Together, these verbs tell a story of power and patience—a God who creates, forms, and sustains with purpose.

That’s what gives this conversation weight. The biblical creation timeline doesn’t soften the tension between faith and science—it resolves it. When the Bible’s account of creation matches the world it describes—in sequence, in detail, in direction—that’s not coincidence. It’s confirmation that truth belongs to God, whether written in Scripture or traced in the stars.

Every detail, from galaxies to genomes, speaks of intention. Paul saw it clearly: “For since the creation of the world God’s invisible qualities—his eternal power and divine nature—have been clearly seen, being understood from what has been made” (Romans 1:20).

Creation itself is God’s testimony. It has been speaking since the beginning.

The God Who Spoke Then Still Speaks Now

The God whose voice set that story in motion has not gone silent. He knows the names of over a hundred billion trillion stars (Psalm 147:4, Isaiah 40:26), numbers our days, and knows each of our names.

The creation account was always about more than sequence and timing. It was about who made the world, and what he intended for the creatures he placed in it.

The God who created everything from nothing is the same God who entered his creation to save it. The One who said, “Let there be light,” would later walk among us and declare, “I am the light of the world.
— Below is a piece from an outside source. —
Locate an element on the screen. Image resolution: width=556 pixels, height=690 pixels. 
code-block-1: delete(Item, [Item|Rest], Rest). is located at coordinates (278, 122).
Whoever follows me will never walk in darkness, but will have the light of life” (John 8:12).

When we trace the timeline of creation, we don’t just see how long it took; we see the patience of God.
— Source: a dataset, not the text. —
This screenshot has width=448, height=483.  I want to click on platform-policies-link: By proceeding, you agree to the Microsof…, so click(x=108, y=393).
Designs in nature reflect the heart of a Designer who still holds all things together. He shapes galaxies and souls alike.

And his creative work continues—not in creating new kinds of life, but in transforming the people he made in his image. He saw his creation and called it good. He sees us and calls us his.
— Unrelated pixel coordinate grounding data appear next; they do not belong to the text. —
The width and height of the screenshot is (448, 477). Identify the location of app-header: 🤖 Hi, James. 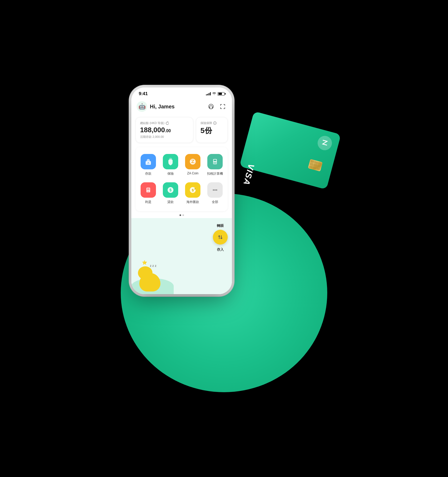
(182, 107).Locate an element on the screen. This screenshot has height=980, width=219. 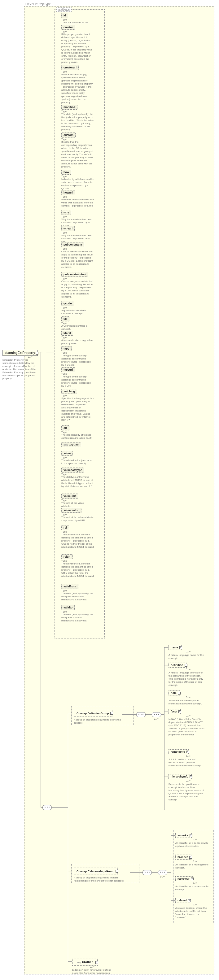
root-cardinality: 0..∞ is located at coordinates (30, 357).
If the story of creation stirs new wonder in you, you’re not alone. Faith welcomes questions, not because it’s fragile, but because truth is strong enough to face them.

The same God who thoughtfully designed our world delights to reveal his truth to those who seek him: “It is the glory of God to conceal a matter; to search out a matter is the glory of kings” (Proverbs 25:2).

So keep looking up. Keep reading. Keep asking.

Explore further—visit our library of resources or dig into three of Dr. Hugh Ross’s works:

Genesis One: A Scientific Perspective — a concise look at creation through Scripture and science.

Navigating Genesis — a deeper journey tracing how the story of beginnings leads to the story of redemption.

A Matter of Days, 2nd edition — a detailed look at the biblical and scientific evidence for the day-age reading of Genesis 1.